Sam Mendes has done great work before. His "Skyfall" ranks as the best OO7 film of all time for this Bond fan. I knew he had serious chops, but his new WWI film 1917 is fantastic.
How he and his director of photography Roger Deakins (Skyfall, Blade Runner 2049, Sicario) did it, I have no idea, but the entire film is a series of very long, continuous camera shots.
It isn't a trick, it's a miracle.
They first experimented with this kind of continuous shot in the pre-title Mexico City sequence in "Spectre" and that was stunning, but nothing compared to their achievements here.
We meet young, exhausted Corporal Blake (Dean-Charles Chapman from "Game of Thrones") and Corporal Schofield (George MacKay) as they are summoned to meet with a General (Colin Firth) with a very dangerous assignment.
A regimen of 1600 men is about to advance against the retreating German forces, but new intel shows its a lethal trap and they will all be killed.
Blake's brother is in that force. The General tells the two men to leave immediately and cross enemy lines and the vast countryside to deliver orders for them to abort the attack.
From that moment, we are the camera circling them through that day, night and morning on their mission. The long tracking shots through the trenches echo Stanley Kubrick/Kirk Douglas in "Paths of Glory" one of Mendes' inspirations for the film, along with his Grandfather's stories of the war.
The production design and sets are massive scale recreations of war-torn cities. Deaths are unexpected, the enemy appears at the most random times and the physical battles they endure are felt in a way I haven't seen portrayed since Leonardo DiCaprio battled bears, tribes and the elements in "The Revenant".
A night time scene lit only by falling flares, gunfire and bombs is wholly original, fresh and hypnotic. It's brilliant film-making.
The suspense is almost unbearable and non-stop for the entire film, keeping you on the edge of your seat as these two young men battle for their lives and the lives of their fellow soldiers.
Time is the true enemy here as the clock ticks down to the start of the attack and our messengers have to fight for every mile.
Mendes and Deakins save their greatest visual and full scale effects tricks for the conclusion as the final mile proves to be the toughest.
Thomas Newman's music score is one of his best, never overwhelming the action, but perfectly escalating the tension at all the right moments.
With over a mile of trenches dug for the film, six months of preparation for the action scenes and takes as long as 8 1/2 minutes, the sheer preparation for the shoot pays off in jaw dropping scene after scene.
With 10 Oscar nominations, its very likely to win for Best Cinematography and Best Director. It certainly deserves Best Picture as well. In a year it battles "Parasite" and "Once Upon A Time In Hollywood" for that title, we're the clear winners as movie lovers. Any one of the three would be a great pick.
For me, 1917 is one of the best films of the past couple years and the best war film since "Saving Private Ryan". It's emotionally powerful, wound taut and full of surprises. It gets an A+.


[PROBLEM] Only the lines from the one containing "Parse this screenshot: output" through the end of the records should be retyped, exactly and including both ends; pictures stay out.

[Excerpts from a figure dataset]

----------------------------------------

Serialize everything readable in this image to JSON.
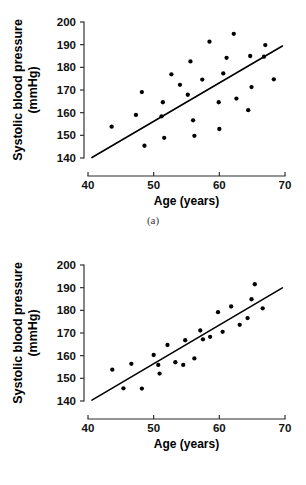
{
  "figure": {
    "panels": [
      {
        "id": "a",
        "caption": "(a)",
        "chart_ref": 0
      },
      {
        "id": "b",
        "caption": "(b)",
        "chart_ref": 1
      }
    ]
  },
  "axes": {
    "xlabel": "Age (years)",
    "ylabel_line1": "Systolic blood pressure",
    "ylabel_line2": "(mmHg)",
    "xticks": [
      "40",
      "50",
      "60",
      "70"
    ],
    "yticks": [
      "140",
      "150",
      "160",
      "170",
      "180",
      "190",
      "200"
    ]
  },
  "chart_data": [
    {
      "type": "scatter",
      "title": "(a)",
      "xlabel": "Age (years)",
      "ylabel": "Systolic blood pressure (mmHg)",
      "xlim": [
        40,
        70
      ],
      "ylim": [
        140,
        200
      ],
      "xticks": [
        40,
        50,
        60,
        70
      ],
      "yticks": [
        140,
        150,
        160,
        170,
        180,
        190,
        200
      ],
      "grid": false,
      "legend": null,
      "correlation_strength": "weak-moderate (wide scatter)",
      "points": [
        {
          "x": 43.6,
          "y": 153.8
        },
        {
          "x": 47.3,
          "y": 159.0
        },
        {
          "x": 48.2,
          "y": 169.1
        },
        {
          "x": 48.6,
          "y": 145.4
        },
        {
          "x": 51.2,
          "y": 158.4
        },
        {
          "x": 51.4,
          "y": 164.6
        },
        {
          "x": 51.6,
          "y": 148.9
        },
        {
          "x": 52.7,
          "y": 176.9
        },
        {
          "x": 54.0,
          "y": 172.3
        },
        {
          "x": 55.2,
          "y": 167.9
        },
        {
          "x": 55.6,
          "y": 182.6
        },
        {
          "x": 56.0,
          "y": 156.6
        },
        {
          "x": 56.2,
          "y": 149.8
        },
        {
          "x": 57.4,
          "y": 174.6
        },
        {
          "x": 58.5,
          "y": 191.3
        },
        {
          "x": 59.9,
          "y": 164.6
        },
        {
          "x": 60.0,
          "y": 152.8
        },
        {
          "x": 60.6,
          "y": 177.3
        },
        {
          "x": 61.1,
          "y": 184.2
        },
        {
          "x": 62.2,
          "y": 194.8
        },
        {
          "x": 62.6,
          "y": 166.2
        },
        {
          "x": 64.4,
          "y": 161.1
        },
        {
          "x": 64.7,
          "y": 185.0
        },
        {
          "x": 64.9,
          "y": 171.3
        },
        {
          "x": 66.8,
          "y": 184.7
        },
        {
          "x": 67.0,
          "y": 189.8
        },
        {
          "x": 68.3,
          "y": 174.7
        }
      ],
      "fit_line": {
        "x1": 40.6,
        "y1": 140.2,
        "x2": 69.6,
        "y2": 189.4
      }
    },
    {
      "type": "scatter",
      "title": "(b)",
      "xlabel": "Age (years)",
      "ylabel": "Systolic blood pressure (mmHg)",
      "xlim": [
        40,
        70
      ],
      "ylim": [
        140,
        200
      ],
      "xticks": [
        40,
        50,
        60,
        70
      ],
      "yticks": [
        140,
        150,
        160,
        170,
        180,
        190,
        200
      ],
      "grid": false,
      "legend": null,
      "correlation_strength": "strong (tight scatter)",
      "points": [
        {
          "x": 43.7,
          "y": 153.8
        },
        {
          "x": 45.4,
          "y": 145.6
        },
        {
          "x": 46.6,
          "y": 156.4
        },
        {
          "x": 48.2,
          "y": 145.5
        },
        {
          "x": 50.0,
          "y": 160.3
        },
        {
          "x": 50.7,
          "y": 155.9
        },
        {
          "x": 50.9,
          "y": 152.1
        },
        {
          "x": 52.1,
          "y": 164.7
        },
        {
          "x": 53.3,
          "y": 157.1
        },
        {
          "x": 54.5,
          "y": 155.9
        },
        {
          "x": 54.8,
          "y": 166.8
        },
        {
          "x": 56.2,
          "y": 158.8
        },
        {
          "x": 57.1,
          "y": 171.1
        },
        {
          "x": 57.5,
          "y": 167.2
        },
        {
          "x": 58.6,
          "y": 168.3
        },
        {
          "x": 59.8,
          "y": 179.2
        },
        {
          "x": 60.5,
          "y": 170.5
        },
        {
          "x": 61.8,
          "y": 181.7
        },
        {
          "x": 63.1,
          "y": 173.6
        },
        {
          "x": 64.3,
          "y": 176.6
        },
        {
          "x": 64.9,
          "y": 184.9
        },
        {
          "x": 65.4,
          "y": 191.5
        },
        {
          "x": 66.6,
          "y": 180.9
        }
      ],
      "fit_line": {
        "x1": 40.6,
        "y1": 140.4,
        "x2": 69.6,
        "y2": 189.9
      }
    }
  ]
}
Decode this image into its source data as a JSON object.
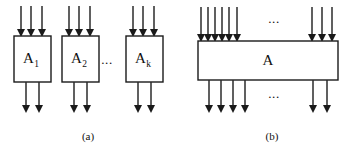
{
  "figure": {
    "width": 348,
    "height": 151,
    "background_color": "#ffffff",
    "line_color": "#2b2b2b",
    "box_stroke_color": "#1a1a1a",
    "box_fill_color": "#ffffff",
    "text_color": "#111111"
  },
  "panels": [
    {
      "id": "panel-a",
      "caption": "(a)",
      "caption_x": 88,
      "caption_y": 140,
      "ellipsis": [
        {
          "name": "panel-a-ellipsis",
          "text": "...",
          "x": 107,
          "y": 64
        }
      ],
      "boxes": [
        {
          "name": "module-a1",
          "label_main": "A",
          "label_sub": "1",
          "x": 14,
          "y": 36,
          "width": 37,
          "height": 46,
          "inputs_x": [
            21,
            31,
            42
          ],
          "outputs_x": [
            26,
            39
          ],
          "input_top_y": 6,
          "output_bottom_y": 113
        },
        {
          "name": "module-a2",
          "label_main": "A",
          "label_sub": "2",
          "x": 62,
          "y": 36,
          "width": 37,
          "height": 46,
          "inputs_x": [
            69,
            79,
            90
          ],
          "outputs_x": [
            74,
            87
          ],
          "input_top_y": 6,
          "output_bottom_y": 113
        },
        {
          "name": "module-ak",
          "label_main": "A",
          "label_sub": "k",
          "x": 126,
          "y": 36,
          "width": 37,
          "height": 46,
          "inputs_x": [
            133,
            143,
            154
          ],
          "outputs_x": [
            138,
            151
          ],
          "input_top_y": 6,
          "output_bottom_y": 113
        }
      ]
    },
    {
      "id": "panel-b",
      "caption": "(b)",
      "caption_x": 272,
      "caption_y": 140,
      "ellipsis": [
        {
          "name": "panel-b-top-ellipsis",
          "text": "...",
          "x": 274,
          "y": 23
        },
        {
          "name": "panel-b-bottom-ellipsis",
          "text": "...",
          "x": 274,
          "y": 98
        }
      ],
      "boxes": [
        {
          "name": "module-a-merged",
          "label_main": "A",
          "label_sub": "",
          "x": 198,
          "y": 41,
          "width": 140,
          "height": 39,
          "inputs_x": [
            201,
            208,
            215,
            222,
            229,
            237,
            312,
            322,
            332
          ],
          "outputs_x": [
            209,
            221,
            233,
            245,
            313,
            327
          ],
          "input_top_y": 7,
          "output_bottom_y": 113
        }
      ]
    }
  ],
  "geometry": {
    "arrow_head_half_width": 4,
    "arrow_head_length": 8,
    "line_stroke_width": 1.5,
    "box_stroke_width": 1.4
  }
}
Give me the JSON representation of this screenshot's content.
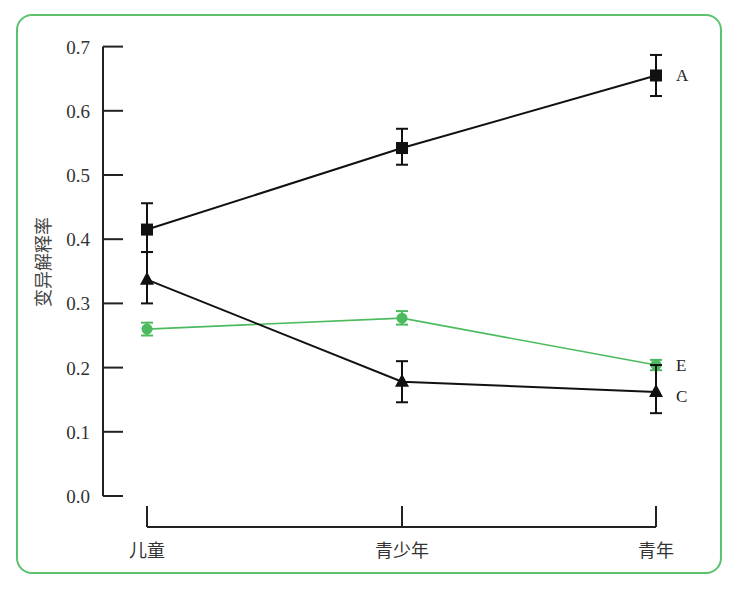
{
  "chart_data": {
    "type": "line",
    "title": "",
    "xlabel": "",
    "ylabel": "变异解释率",
    "ylim": [
      0,
      0.7
    ],
    "yticks": [
      "0.0",
      "0.1",
      "0.2",
      "0.3",
      "0.4",
      "0.5",
      "0.6",
      "0.7"
    ],
    "categories": [
      "儿童",
      "青少年",
      "青年"
    ],
    "grid": false,
    "legend_position": "inline-right",
    "series": [
      {
        "name": "A",
        "marker": "square",
        "color": "#111111",
        "values": [
          0.415,
          0.542,
          0.655
        ],
        "err_low": [
          0.38,
          0.516,
          0.623
        ],
        "err_high": [
          0.456,
          0.572,
          0.687
        ]
      },
      {
        "name": "E",
        "marker": "circle",
        "color": "#4cbb5f",
        "values": [
          0.26,
          0.277,
          0.204
        ],
        "err_low": [
          0.25,
          0.267,
          0.196
        ],
        "err_high": [
          0.27,
          0.288,
          0.212
        ]
      },
      {
        "name": "C",
        "marker": "triangle",
        "color": "#111111",
        "values": [
          0.337,
          0.178,
          0.162
        ],
        "err_low": [
          0.3,
          0.146,
          0.129
        ],
        "err_high": [
          0.38,
          0.21,
          0.204
        ]
      }
    ]
  },
  "colors": {
    "frame": "#5cc26e",
    "axis": "#222222"
  }
}
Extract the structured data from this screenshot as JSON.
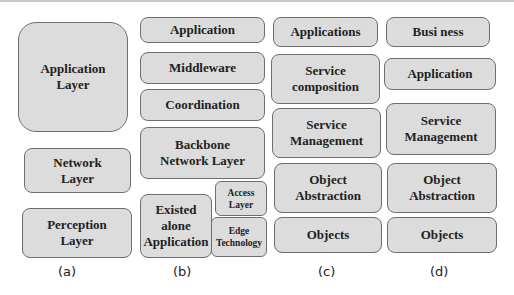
{
  "diagram": {
    "panels": [
      {
        "caption": "(a)",
        "boxes": [
          {
            "label": "Application\nLayer"
          },
          {
            "label": "Network\nLayer"
          },
          {
            "label": "Perception\nLayer"
          }
        ]
      },
      {
        "caption": "(b)",
        "boxes": [
          {
            "label": "Application"
          },
          {
            "label": "Middleware"
          },
          {
            "label": "Coordination"
          },
          {
            "label": "Backbone\nNetwork Layer"
          },
          {
            "label": "Existed\nalone\nApplication"
          },
          {
            "label": "Access\nLayer"
          },
          {
            "label": "Edge\nTechnology"
          }
        ]
      },
      {
        "caption": "(c)",
        "boxes": [
          {
            "label": "Applications"
          },
          {
            "label": "Service\ncomposition"
          },
          {
            "label": "Service\nManagement"
          },
          {
            "label": "Object\nAbstraction"
          },
          {
            "label": "Objects"
          }
        ]
      },
      {
        "caption": "(d)",
        "boxes": [
          {
            "label": "Busi ness"
          },
          {
            "label": "Application"
          },
          {
            "label": "Service\nManagement"
          },
          {
            "label": "Object\nAbstraction"
          },
          {
            "label": "Objects"
          }
        ]
      }
    ],
    "colors": {
      "box_fill": "#dcdcdc",
      "box_border": "#6e6e6e",
      "text": "#222222"
    }
  }
}
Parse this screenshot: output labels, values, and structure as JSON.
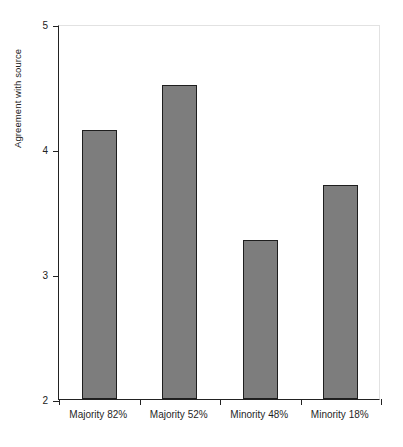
{
  "chart_data": {
    "type": "bar",
    "title": "",
    "xlabel": "",
    "ylabel": "Agreement with source",
    "categories": [
      "Majority 82%",
      "Majority 52%",
      "Minority 48%",
      "Minority 18%"
    ],
    "values": [
      4.15,
      4.51,
      3.27,
      3.71
    ],
    "ylim": [
      2,
      5
    ],
    "yticks": [
      2,
      3,
      4,
      5
    ],
    "ytick_labels": [
      "2",
      "3",
      "4",
      "5"
    ],
    "grid": false,
    "legend": false,
    "series": [
      {
        "name": "Agreement with source",
        "values": [
          4.15,
          4.51,
          3.27,
          3.71
        ]
      }
    ],
    "colors": {
      "bar_fill": "#7d7d7d",
      "bar_edge": "#1e1e1e",
      "axis": "#222222",
      "background": "#ffffff"
    }
  }
}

----------------------------------------

[RESPONSE FOR THIS EXERCISE]
Parse this screenshot: output labels, values, and structure as JSON.
{
  "chart_data": {
    "type": "bar",
    "title": "",
    "xlabel": "",
    "ylabel": "Agreement with source",
    "categories": [
      "Majority 82%",
      "Majority 52%",
      "Minority 48%",
      "Minority 18%"
    ],
    "values": [
      4.15,
      4.51,
      3.27,
      3.71
    ],
    "ylim": [
      2,
      5
    ],
    "yticks": [
      2,
      3,
      4,
      5
    ],
    "ytick_labels": [
      "2",
      "3",
      "4",
      "5"
    ],
    "grid": false,
    "legend": false,
    "series": [
      {
        "name": "Agreement with source",
        "values": [
          4.15,
          4.51,
          3.27,
          3.71
        ]
      }
    ],
    "colors": {
      "bar_fill": "#7d7d7d",
      "bar_edge": "#1e1e1e",
      "axis": "#222222",
      "background": "#ffffff"
    }
  }
}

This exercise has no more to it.